### Data for processing:
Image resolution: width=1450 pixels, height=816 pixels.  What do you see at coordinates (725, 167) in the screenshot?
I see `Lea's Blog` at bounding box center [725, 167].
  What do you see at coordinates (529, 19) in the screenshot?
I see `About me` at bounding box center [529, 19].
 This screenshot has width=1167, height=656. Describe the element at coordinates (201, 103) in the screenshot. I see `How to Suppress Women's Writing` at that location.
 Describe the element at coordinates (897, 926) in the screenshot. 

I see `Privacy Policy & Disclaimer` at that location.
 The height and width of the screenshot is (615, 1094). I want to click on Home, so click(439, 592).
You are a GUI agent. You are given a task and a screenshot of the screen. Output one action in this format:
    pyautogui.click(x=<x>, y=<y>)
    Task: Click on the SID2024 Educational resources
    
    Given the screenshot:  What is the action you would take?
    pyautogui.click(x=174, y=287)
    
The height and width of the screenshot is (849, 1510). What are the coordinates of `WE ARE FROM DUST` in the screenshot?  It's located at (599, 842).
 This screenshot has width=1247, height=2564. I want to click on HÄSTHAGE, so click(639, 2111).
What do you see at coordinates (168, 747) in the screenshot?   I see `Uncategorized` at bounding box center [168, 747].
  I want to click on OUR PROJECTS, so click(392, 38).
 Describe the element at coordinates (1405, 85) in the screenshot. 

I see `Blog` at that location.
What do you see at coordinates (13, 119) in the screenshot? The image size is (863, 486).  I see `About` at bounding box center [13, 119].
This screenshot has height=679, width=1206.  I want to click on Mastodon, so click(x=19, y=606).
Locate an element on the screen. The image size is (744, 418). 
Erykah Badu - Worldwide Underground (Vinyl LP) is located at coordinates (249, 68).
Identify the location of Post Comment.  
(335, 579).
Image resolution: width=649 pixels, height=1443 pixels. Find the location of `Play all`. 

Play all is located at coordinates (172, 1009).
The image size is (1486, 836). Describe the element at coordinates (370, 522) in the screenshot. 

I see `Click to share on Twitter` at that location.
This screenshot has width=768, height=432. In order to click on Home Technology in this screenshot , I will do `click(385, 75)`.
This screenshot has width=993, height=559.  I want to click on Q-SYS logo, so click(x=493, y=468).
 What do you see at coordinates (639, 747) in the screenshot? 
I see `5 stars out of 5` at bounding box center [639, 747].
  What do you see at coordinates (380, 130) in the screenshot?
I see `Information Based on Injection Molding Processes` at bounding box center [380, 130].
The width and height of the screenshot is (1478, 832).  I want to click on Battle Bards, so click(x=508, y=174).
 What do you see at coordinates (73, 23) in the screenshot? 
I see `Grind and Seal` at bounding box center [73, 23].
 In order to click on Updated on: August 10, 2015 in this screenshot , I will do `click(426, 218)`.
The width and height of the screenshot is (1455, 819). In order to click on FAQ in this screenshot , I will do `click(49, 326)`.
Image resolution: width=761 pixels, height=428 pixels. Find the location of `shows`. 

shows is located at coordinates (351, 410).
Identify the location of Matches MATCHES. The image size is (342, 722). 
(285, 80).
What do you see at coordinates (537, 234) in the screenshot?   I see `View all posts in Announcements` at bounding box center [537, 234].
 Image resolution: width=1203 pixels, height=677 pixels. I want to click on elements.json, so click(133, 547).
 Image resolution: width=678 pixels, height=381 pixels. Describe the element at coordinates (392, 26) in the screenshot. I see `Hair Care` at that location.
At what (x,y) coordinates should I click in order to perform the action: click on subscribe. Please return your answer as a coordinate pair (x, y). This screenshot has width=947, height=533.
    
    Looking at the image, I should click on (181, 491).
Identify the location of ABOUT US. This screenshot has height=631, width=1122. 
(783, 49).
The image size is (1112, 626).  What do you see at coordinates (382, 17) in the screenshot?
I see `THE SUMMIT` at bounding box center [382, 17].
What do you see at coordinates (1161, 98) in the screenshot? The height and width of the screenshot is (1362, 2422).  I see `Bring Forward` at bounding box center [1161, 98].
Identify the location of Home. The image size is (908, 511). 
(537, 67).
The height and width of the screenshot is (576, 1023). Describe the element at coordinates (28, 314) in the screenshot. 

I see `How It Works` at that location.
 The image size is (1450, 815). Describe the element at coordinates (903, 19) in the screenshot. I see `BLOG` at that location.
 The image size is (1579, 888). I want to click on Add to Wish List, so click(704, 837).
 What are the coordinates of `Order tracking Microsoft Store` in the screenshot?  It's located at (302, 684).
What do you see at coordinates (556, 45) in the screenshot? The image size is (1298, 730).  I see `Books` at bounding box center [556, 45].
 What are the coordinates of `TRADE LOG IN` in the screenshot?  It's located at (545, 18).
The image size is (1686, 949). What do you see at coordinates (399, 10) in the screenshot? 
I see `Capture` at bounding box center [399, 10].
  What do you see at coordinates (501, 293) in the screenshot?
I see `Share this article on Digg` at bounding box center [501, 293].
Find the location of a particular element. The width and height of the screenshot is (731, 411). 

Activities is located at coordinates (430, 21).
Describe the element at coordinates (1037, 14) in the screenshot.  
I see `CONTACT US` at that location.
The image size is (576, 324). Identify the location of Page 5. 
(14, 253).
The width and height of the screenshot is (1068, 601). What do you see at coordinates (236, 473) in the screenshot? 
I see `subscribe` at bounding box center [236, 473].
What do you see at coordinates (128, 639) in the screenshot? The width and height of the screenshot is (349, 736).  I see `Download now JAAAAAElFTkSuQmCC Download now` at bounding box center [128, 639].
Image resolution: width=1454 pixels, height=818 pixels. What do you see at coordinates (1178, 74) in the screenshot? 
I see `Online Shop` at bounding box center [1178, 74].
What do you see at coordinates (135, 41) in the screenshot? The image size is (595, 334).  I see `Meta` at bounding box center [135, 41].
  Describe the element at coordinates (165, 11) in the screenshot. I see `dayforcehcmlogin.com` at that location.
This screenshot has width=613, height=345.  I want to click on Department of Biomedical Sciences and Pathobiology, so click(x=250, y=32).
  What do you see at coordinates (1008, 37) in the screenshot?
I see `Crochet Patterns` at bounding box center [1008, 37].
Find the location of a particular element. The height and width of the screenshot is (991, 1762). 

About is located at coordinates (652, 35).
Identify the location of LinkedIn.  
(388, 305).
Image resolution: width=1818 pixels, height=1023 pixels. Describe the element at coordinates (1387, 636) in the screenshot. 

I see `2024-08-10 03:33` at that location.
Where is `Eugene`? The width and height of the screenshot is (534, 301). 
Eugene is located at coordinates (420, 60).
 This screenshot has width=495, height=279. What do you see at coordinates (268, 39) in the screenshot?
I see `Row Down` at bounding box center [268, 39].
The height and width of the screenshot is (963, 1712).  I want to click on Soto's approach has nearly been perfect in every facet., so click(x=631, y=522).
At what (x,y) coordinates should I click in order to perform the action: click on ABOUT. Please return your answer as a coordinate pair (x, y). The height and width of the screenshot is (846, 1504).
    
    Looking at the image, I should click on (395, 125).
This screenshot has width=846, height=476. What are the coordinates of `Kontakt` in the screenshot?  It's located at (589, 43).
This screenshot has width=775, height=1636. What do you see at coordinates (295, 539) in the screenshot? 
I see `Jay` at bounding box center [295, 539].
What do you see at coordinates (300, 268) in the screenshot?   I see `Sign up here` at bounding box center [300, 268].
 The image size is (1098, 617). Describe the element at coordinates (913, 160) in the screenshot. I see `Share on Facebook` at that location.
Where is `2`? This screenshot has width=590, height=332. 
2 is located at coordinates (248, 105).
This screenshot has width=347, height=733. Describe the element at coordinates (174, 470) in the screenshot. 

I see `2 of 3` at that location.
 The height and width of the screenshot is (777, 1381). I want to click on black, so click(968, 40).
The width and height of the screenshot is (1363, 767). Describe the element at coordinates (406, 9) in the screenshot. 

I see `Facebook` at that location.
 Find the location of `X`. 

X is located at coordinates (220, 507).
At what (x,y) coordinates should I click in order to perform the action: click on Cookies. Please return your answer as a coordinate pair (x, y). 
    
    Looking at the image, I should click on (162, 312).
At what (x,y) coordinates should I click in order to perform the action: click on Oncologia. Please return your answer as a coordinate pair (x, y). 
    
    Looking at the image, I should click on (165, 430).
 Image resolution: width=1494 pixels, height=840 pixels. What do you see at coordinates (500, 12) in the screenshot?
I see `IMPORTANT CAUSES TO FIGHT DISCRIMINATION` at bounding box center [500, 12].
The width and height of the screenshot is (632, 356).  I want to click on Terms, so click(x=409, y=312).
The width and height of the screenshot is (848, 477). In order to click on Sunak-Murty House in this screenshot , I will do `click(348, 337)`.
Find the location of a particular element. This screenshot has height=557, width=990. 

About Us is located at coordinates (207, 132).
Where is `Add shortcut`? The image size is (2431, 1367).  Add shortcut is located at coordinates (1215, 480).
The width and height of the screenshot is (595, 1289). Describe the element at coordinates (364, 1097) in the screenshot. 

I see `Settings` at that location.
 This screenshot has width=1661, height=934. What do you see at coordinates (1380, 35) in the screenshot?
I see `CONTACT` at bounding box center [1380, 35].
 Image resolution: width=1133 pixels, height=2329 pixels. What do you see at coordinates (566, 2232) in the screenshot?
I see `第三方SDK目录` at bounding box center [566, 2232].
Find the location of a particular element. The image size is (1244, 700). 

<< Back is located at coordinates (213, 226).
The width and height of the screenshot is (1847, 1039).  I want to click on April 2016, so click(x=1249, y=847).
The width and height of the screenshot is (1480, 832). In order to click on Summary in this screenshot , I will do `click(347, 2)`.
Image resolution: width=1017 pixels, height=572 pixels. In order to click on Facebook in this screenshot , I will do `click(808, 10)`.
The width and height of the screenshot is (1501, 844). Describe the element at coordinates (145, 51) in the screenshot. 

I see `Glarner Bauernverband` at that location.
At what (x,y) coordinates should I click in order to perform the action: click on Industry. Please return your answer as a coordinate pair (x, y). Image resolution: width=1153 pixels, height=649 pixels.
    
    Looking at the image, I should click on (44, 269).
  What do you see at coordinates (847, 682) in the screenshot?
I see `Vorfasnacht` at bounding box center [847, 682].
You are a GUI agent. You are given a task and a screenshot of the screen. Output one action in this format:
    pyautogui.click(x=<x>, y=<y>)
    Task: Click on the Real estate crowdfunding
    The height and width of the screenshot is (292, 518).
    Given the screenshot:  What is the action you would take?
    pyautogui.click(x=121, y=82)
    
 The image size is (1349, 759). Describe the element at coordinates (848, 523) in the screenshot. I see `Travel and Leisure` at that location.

### Task instructions:
Starting at the line that holds "The height and width of the screenshot is (292, 518).", set down each line exactly through the last line of the records above, and no others.

### Answer box:
    The height and width of the screenshot is (292, 518).
    Given the screenshot:  What is the action you would take?
    pyautogui.click(x=121, y=82)
    
 The image size is (1349, 759). Describe the element at coordinates (848, 523) in the screenshot. I see `Travel and Leisure` at that location.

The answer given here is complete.